How is the North represented in Get Carter

How is the North represented in Get Carter?

In the film “Get Carter” one of the main themes is the north/ south divide.  It shows Newcastle as being a very bleak city through out the entire film.

The first visual example of this theme is the Train sequence.
 Carter starts out on the train in a very sunny and green background, this being the south, then as he approaches Newcastle it slowly gets greyer and more industrial. Also he becomes more distorted from civilized as he takes drugs on the train this is to show that Carter is a northerner and going back to Newcastle is changing him back to his old ways. Never the less Carter sees himself as being above people from the north shown by him reading a novel whilst everyone else on the train are reading tabloid news.

The next example of the North/ South divide is the pub scene.  In this scene the minute Carter walks through the door everyone in the room stares him down. These people staring at Carter either look unkempt or old or both. Carter clicks at the bar staff and ask them to put his pint in a tall thin glass, this refers to carter’s perception of himself, and he considers himself sophisticated. Next to carter there is a man with only six fingers, which is a visual signifier that people from the north are mutants compared to those in in the south.


The next scene that signifies the north is the marching band scene. In this scene Carter and Edna (un married)  are having sex and in the background is the marching band. The marching band signifies a community in a derelict city; this is reinforced by the marching band, marching through the city and the background of the band being old grey buildings, left from World War 2.  In the bedroom we see a poster over the bed that says, “what would Jesus do?”  This is and indication of the loss of morality in England after the swinging sixties.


## Problem details
Restate all the lines below word for word, but omit the pictures.

*** Given data ***

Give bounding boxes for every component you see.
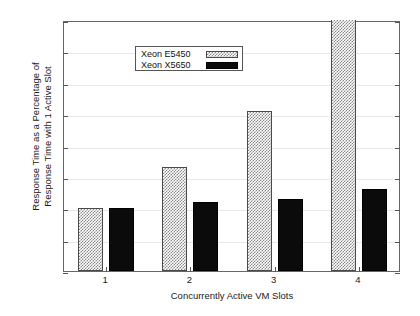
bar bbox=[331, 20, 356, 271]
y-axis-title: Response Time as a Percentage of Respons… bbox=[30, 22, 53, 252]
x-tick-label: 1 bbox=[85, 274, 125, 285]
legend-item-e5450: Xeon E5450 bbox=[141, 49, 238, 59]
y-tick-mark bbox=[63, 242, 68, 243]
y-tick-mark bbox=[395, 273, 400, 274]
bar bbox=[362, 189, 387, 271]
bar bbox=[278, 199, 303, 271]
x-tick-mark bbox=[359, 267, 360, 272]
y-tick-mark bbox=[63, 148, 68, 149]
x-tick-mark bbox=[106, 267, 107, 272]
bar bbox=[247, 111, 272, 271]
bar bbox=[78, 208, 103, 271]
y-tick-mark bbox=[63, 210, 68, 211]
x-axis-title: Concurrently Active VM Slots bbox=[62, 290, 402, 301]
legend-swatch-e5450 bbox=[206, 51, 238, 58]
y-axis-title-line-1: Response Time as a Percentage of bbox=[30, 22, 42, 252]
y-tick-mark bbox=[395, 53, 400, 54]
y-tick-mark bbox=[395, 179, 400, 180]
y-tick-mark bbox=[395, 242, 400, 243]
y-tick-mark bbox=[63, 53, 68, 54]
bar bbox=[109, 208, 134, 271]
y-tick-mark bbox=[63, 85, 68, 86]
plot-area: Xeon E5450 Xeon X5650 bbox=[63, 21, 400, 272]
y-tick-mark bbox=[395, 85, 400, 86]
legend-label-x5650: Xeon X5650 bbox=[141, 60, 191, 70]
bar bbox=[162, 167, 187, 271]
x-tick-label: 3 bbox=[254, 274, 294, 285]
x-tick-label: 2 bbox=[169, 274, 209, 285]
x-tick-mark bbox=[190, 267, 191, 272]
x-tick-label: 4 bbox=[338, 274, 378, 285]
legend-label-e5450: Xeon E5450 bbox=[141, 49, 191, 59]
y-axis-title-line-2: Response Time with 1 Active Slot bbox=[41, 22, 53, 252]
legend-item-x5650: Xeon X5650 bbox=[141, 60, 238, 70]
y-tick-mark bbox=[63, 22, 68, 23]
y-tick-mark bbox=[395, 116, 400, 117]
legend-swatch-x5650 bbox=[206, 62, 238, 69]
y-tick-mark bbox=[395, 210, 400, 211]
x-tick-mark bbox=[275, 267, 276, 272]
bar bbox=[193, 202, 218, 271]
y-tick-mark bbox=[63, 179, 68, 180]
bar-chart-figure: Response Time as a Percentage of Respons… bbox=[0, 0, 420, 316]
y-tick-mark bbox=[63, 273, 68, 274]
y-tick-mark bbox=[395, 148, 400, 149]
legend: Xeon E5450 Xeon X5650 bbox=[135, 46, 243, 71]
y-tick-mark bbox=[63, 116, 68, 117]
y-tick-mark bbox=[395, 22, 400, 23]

***

## Result below
Give bounding boxes for every component you see.
bar bbox=[331, 20, 356, 271]
y-axis-title: Response Time as a Percentage of Respons… bbox=[30, 22, 53, 252]
x-tick-label: 1 bbox=[85, 274, 125, 285]
legend-item-e5450: Xeon E5450 bbox=[141, 49, 238, 59]
y-tick-mark bbox=[63, 242, 68, 243]
y-tick-mark bbox=[395, 273, 400, 274]
bar bbox=[362, 189, 387, 271]
bar bbox=[278, 199, 303, 271]
x-tick-mark bbox=[359, 267, 360, 272]
y-tick-mark bbox=[63, 148, 68, 149]
x-tick-mark bbox=[106, 267, 107, 272]
bar bbox=[247, 111, 272, 271]
bar bbox=[78, 208, 103, 271]
y-tick-mark bbox=[63, 210, 68, 211]
x-axis-title: Concurrently Active VM Slots bbox=[62, 290, 402, 301]
legend-swatch-e5450 bbox=[206, 51, 238, 58]
y-axis-title-line-1: Response Time as a Percentage of bbox=[30, 22, 42, 252]
y-tick-mark bbox=[395, 53, 400, 54]
y-tick-mark bbox=[395, 179, 400, 180]
y-tick-mark bbox=[395, 242, 400, 243]
y-tick-mark bbox=[63, 53, 68, 54]
bar bbox=[109, 208, 134, 271]
y-tick-mark bbox=[63, 85, 68, 86]
plot-area: Xeon E5450 Xeon X5650 bbox=[63, 21, 400, 272]
y-tick-mark bbox=[395, 85, 400, 86]
legend-label-x5650: Xeon X5650 bbox=[141, 60, 191, 70]
bar bbox=[162, 167, 187, 271]
x-tick-label: 3 bbox=[254, 274, 294, 285]
x-tick-label: 2 bbox=[169, 274, 209, 285]
x-tick-mark bbox=[190, 267, 191, 272]
x-tick-label: 4 bbox=[338, 274, 378, 285]
legend-label-e5450: Xeon E5450 bbox=[141, 49, 191, 59]
y-axis-title-line-2: Response Time with 1 Active Slot bbox=[41, 22, 53, 252]
legend-item-x5650: Xeon X5650 bbox=[141, 60, 238, 70]
y-tick-mark bbox=[63, 22, 68, 23]
y-tick-mark bbox=[395, 116, 400, 117]
legend-swatch-x5650 bbox=[206, 62, 238, 69]
y-tick-mark bbox=[395, 210, 400, 211]
x-tick-mark bbox=[275, 267, 276, 272]
bar bbox=[193, 202, 218, 271]
y-tick-mark bbox=[63, 179, 68, 180]
bar-chart-figure: Response Time as a Percentage of Respons… bbox=[0, 0, 420, 316]
y-tick-mark bbox=[63, 273, 68, 274]
y-tick-mark bbox=[395, 148, 400, 149]
legend: Xeon E5450 Xeon X5650 bbox=[135, 46, 243, 71]
y-tick-mark bbox=[63, 116, 68, 117]
y-tick-mark bbox=[395, 22, 400, 23]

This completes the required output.